Jagex on RuneScape, MechScape and FunOrb
Mark Gerhard and Henrique Olifiers talk up the UK's biggest publisher.
You may never have heard of RuneScape, but the free-to-play MMO has over 10 million players and has made Jagex a lot of money. So much, in fact, that the company employs around 400 people across two Cambridge studios (and one London branch) and claims to be one of the biggest online publishers not only in the UK, but in the whole of Europe.
This Blizzard-like financial muscle will soon also be flexed by MechScape: a new, more adult-orientated MMO. Jagex expects a beta next year, but will not be rushed, and can afford not to be. With the technology already in place and the experience of RuneScape under its belt, the company is brimming with confidence - albeit in a refreshingly humble and typically English way. To find out more about the quiet giant, we had tea with CEO Mark Gerhard and MechScape designer Henrique Olifiers, who probably drive fast sports cars to work.
Jagex has three sub-studios. There's the RuneScape studio, MechScape studio and FunOrb studio. And FunOrb, where Jon will probably spend most of his time, was really designed for time-pressured gaming. It is for people like us with busy jobs, families, who still want to play those great games but don't necessarily have the time to invest tens of hours a week. FunOrb has got spirit successors of various classic games. We're looking to bring in some extra licences for some of those great games.
So we're talking to lots of people about this right now. But for us it's also a great platform to try new ideas. We love to invent and innovate. With that hat on, Jon will probably contribute to what's already a very strong team there on the game design side. So it's an exciting time. FunOrb has, a year after its launch, hit three million accounts. And that's unique [users].
We don't want to call them retro games, but it is pretty much those classic games from the eighties. But we're trying to re-inspire. If you look at something like Arcanists, which is one of the most popular games on the site, that's, I would say, a spiritual successor to Worms, with magic - a new take on it. But it's multiplayer: you get like six guys battling it out anywhere in the world. It's leaps ahead of the AI you could have got even with the best game, like Worms, at the time. It's that type of stuff that we like to do.
Probably, or Europe, in terms of the stuff we do. The thing for us is that Jagex likes to just get on and do things. We've got strong views on what will be fun. We've got this pioneering R&D spirit in terms of tech. And for us it's really, "Let's just do this." And that's why a lot of people discover there's this real, serious publisher/developer in Cambridge. We don't say much about it.
Possibly. An honest answer is we don't measure the success of the business based on financial returns. The company is very strong financially, and it is thanks to RuneScape, but for us it's all about active players. It doesn't matter to us really if they're free or paying for the expansion - as long as it's going North we really don't care.
RuneScape is completely free. It's a free game; it's the world's biggest free game. We're in the Guinness Book of Records for being the world's biggest free game. But that's in terms of active players. There's also nine years of content there and we're making more content every week. I'm not sure of the number, but it has over a million lines of scripted content, so it's an epic game.
It was free for almost four years, and then thanks to the dotcom bubble bursting and us not being able to pay our way on adverts, saying, "What are we going to do? Well, let's create a premium content kind of thing and hopefully someone will pay for it." And overnight 20 per cent of our players just switched. And that ratio is something that's been there in whatever we do. Whether it's FunOrb, whether it's anything else, we expect that ultimately 20 per cent will take the member's expansion packs. But we're very, very conscious that every game has to be completely free: no demo, no trial - it's a completely free game. If you like it, if you want more, then there's the expansion pack too.
More than 10 million. It depends if you're taking a day, a week, three months. We did another stat for the Guinness Book of World Records that was total active unique [users] over time, and that was just over 105 million. So 105 million people have touched it.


_Problem to work on:_ Copy each record below without changing a single word.

_Recorded data:_
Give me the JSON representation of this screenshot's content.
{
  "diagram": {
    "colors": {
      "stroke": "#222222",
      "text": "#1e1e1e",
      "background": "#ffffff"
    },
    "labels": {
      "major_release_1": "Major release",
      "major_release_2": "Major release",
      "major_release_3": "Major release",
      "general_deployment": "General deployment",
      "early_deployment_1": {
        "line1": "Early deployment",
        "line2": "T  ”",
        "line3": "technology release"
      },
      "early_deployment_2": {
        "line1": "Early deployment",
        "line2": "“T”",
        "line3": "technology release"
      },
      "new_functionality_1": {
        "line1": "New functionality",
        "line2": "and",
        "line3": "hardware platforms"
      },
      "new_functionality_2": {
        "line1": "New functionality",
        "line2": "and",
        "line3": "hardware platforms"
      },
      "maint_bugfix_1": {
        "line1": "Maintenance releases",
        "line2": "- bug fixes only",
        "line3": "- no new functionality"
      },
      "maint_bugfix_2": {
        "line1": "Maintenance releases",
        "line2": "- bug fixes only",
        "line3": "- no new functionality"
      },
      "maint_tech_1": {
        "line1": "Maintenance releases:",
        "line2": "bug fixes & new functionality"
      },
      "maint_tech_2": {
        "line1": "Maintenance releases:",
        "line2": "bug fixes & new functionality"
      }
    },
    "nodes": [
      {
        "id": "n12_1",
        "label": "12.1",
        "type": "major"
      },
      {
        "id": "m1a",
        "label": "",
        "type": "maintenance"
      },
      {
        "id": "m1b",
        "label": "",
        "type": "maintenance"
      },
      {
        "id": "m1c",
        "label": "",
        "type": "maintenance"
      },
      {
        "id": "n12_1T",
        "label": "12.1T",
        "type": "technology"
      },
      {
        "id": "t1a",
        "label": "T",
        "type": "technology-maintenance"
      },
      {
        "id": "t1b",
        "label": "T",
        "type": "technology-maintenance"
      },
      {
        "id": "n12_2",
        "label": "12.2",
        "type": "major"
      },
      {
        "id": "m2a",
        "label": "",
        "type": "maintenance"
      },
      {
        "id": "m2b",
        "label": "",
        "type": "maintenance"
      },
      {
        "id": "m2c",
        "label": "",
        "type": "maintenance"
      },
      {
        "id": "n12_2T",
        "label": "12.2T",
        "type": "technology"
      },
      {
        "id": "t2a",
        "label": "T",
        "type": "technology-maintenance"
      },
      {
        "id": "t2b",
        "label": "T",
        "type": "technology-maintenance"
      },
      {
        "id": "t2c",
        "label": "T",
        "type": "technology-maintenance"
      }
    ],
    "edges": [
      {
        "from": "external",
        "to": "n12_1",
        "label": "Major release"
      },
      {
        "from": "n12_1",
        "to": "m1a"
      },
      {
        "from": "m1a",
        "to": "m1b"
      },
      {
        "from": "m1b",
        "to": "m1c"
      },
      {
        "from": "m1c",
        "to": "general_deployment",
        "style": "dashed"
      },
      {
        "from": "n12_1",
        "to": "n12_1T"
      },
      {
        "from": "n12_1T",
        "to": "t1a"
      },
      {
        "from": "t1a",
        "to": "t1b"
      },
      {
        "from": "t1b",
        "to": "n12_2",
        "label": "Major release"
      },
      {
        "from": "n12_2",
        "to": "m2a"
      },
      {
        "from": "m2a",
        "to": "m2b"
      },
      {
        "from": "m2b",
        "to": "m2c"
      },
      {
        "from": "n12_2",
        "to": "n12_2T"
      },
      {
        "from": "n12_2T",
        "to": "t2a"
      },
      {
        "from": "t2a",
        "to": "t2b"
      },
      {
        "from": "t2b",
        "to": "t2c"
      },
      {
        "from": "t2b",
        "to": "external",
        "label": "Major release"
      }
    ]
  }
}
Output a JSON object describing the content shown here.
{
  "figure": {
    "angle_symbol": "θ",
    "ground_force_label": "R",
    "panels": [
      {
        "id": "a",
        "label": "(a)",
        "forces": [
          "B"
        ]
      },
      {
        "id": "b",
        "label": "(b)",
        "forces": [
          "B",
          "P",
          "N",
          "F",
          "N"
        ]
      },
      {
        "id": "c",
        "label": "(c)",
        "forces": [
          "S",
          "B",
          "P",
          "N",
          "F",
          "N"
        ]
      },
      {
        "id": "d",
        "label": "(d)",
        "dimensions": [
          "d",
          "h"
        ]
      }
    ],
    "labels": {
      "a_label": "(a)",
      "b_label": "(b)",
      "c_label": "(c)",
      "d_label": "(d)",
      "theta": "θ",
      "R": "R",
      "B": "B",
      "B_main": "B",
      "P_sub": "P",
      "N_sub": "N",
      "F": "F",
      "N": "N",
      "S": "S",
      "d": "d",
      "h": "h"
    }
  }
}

_Solution for this problem:_
Give me the JSON representation of this screenshot's content.
{
  "diagram": {
    "colors": {
      "stroke": "#222222",
      "text": "#1e1e1e",
      "background": "#ffffff"
    },
    "labels": {
      "major_release_1": "Major release",
      "major_release_2": "Major release",
      "major_release_3": "Major release",
      "general_deployment": "General deployment",
      "early_deployment_1": {
        "line1": "Early deployment",
        "line2": "T  ”",
        "line3": "technology release"
      },
      "early_deployment_2": {
        "line1": "Early deployment",
        "line2": "“T”",
        "line3": "technology release"
      },
      "new_functionality_1": {
        "line1": "New functionality",
        "line2": "and",
        "line3": "hardware platforms"
      },
      "new_functionality_2": {
        "line1": "New functionality",
        "line2": "and",
        "line3": "hardware platforms"
      },
      "maint_bugfix_1": {
        "line1": "Maintenance releases",
        "line2": "- bug fixes only",
        "line3": "- no new functionality"
      },
      "maint_bugfix_2": {
        "line1": "Maintenance releases",
        "line2": "- bug fixes only",
        "line3": "- no new functionality"
      },
      "maint_tech_1": {
        "line1": "Maintenance releases:",
        "line2": "bug fixes & new functionality"
      },
      "maint_tech_2": {
        "line1": "Maintenance releases:",
        "line2": "bug fixes & new functionality"
      }
    },
    "nodes": [
      {
        "id": "n12_1",
        "label": "12.1",
        "type": "major"
      },
      {
        "id": "m1a",
        "label": "",
        "type": "maintenance"
      },
      {
        "id": "m1b",
        "label": "",
        "type": "maintenance"
      },
      {
        "id": "m1c",
        "label": "",
        "type": "maintenance"
      },
      {
        "id": "n12_1T",
        "label": "12.1T",
        "type": "technology"
      },
      {
        "id": "t1a",
        "label": "T",
        "type": "technology-maintenance"
      },
      {
        "id": "t1b",
        "label": "T",
        "type": "technology-maintenance"
      },
      {
        "id": "n12_2",
        "label": "12.2",
        "type": "major"
      },
      {
        "id": "m2a",
        "label": "",
        "type": "maintenance"
      },
      {
        "id": "m2b",
        "label": "",
        "type": "maintenance"
      },
      {
        "id": "m2c",
        "label": "",
        "type": "maintenance"
      },
      {
        "id": "n12_2T",
        "label": "12.2T",
        "type": "technology"
      },
      {
        "id": "t2a",
        "label": "T",
        "type": "technology-maintenance"
      },
      {
        "id": "t2b",
        "label": "T",
        "type": "technology-maintenance"
      },
      {
        "id": "t2c",
        "label": "T",
        "type": "technology-maintenance"
      }
    ],
    "edges": [
      {
        "from": "external",
        "to": "n12_1",
        "label": "Major release"
      },
      {
        "from": "n12_1",
        "to": "m1a"
      },
      {
        "from": "m1a",
        "to": "m1b"
      },
      {
        "from": "m1b",
        "to": "m1c"
      },
      {
        "from": "m1c",
        "to": "general_deployment",
        "style": "dashed"
      },
      {
        "from": "n12_1",
        "to": "n12_1T"
      },
      {
        "from": "n12_1T",
        "to": "t1a"
      },
      {
        "from": "t1a",
        "to": "t1b"
      },
      {
        "from": "t1b",
        "to": "n12_2",
        "label": "Major release"
      },
      {
        "from": "n12_2",
        "to": "m2a"
      },
      {
        "from": "m2a",
        "to": "m2b"
      },
      {
        "from": "m2b",
        "to": "m2c"
      },
      {
        "from": "n12_2",
        "to": "n12_2T"
      },
      {
        "from": "n12_2T",
        "to": "t2a"
      },
      {
        "from": "t2a",
        "to": "t2b"
      },
      {
        "from": "t2b",
        "to": "t2c"
      },
      {
        "from": "t2b",
        "to": "external",
        "label": "Major release"
      }
    ]
  }
}
Output a JSON object describing the content shown here.
{
  "figure": {
    "angle_symbol": "θ",
    "ground_force_label": "R",
    "panels": [
      {
        "id": "a",
        "label": "(a)",
        "forces": [
          "B"
        ]
      },
      {
        "id": "b",
        "label": "(b)",
        "forces": [
          "B",
          "P",
          "N",
          "F",
          "N"
        ]
      },
      {
        "id": "c",
        "label": "(c)",
        "forces": [
          "S",
          "B",
          "P",
          "N",
          "F",
          "N"
        ]
      },
      {
        "id": "d",
        "label": "(d)",
        "dimensions": [
          "d",
          "h"
        ]
      }
    ],
    "labels": {
      "a_label": "(a)",
      "b_label": "(b)",
      "c_label": "(c)",
      "d_label": "(d)",
      "theta": "θ",
      "R": "R",
      "B": "B",
      "B_main": "B",
      "P_sub": "P",
      "N_sub": "N",
      "F": "F",
      "N": "N",
      "S": "S",
      "d": "d",
      "h": "h"
    }
  }
}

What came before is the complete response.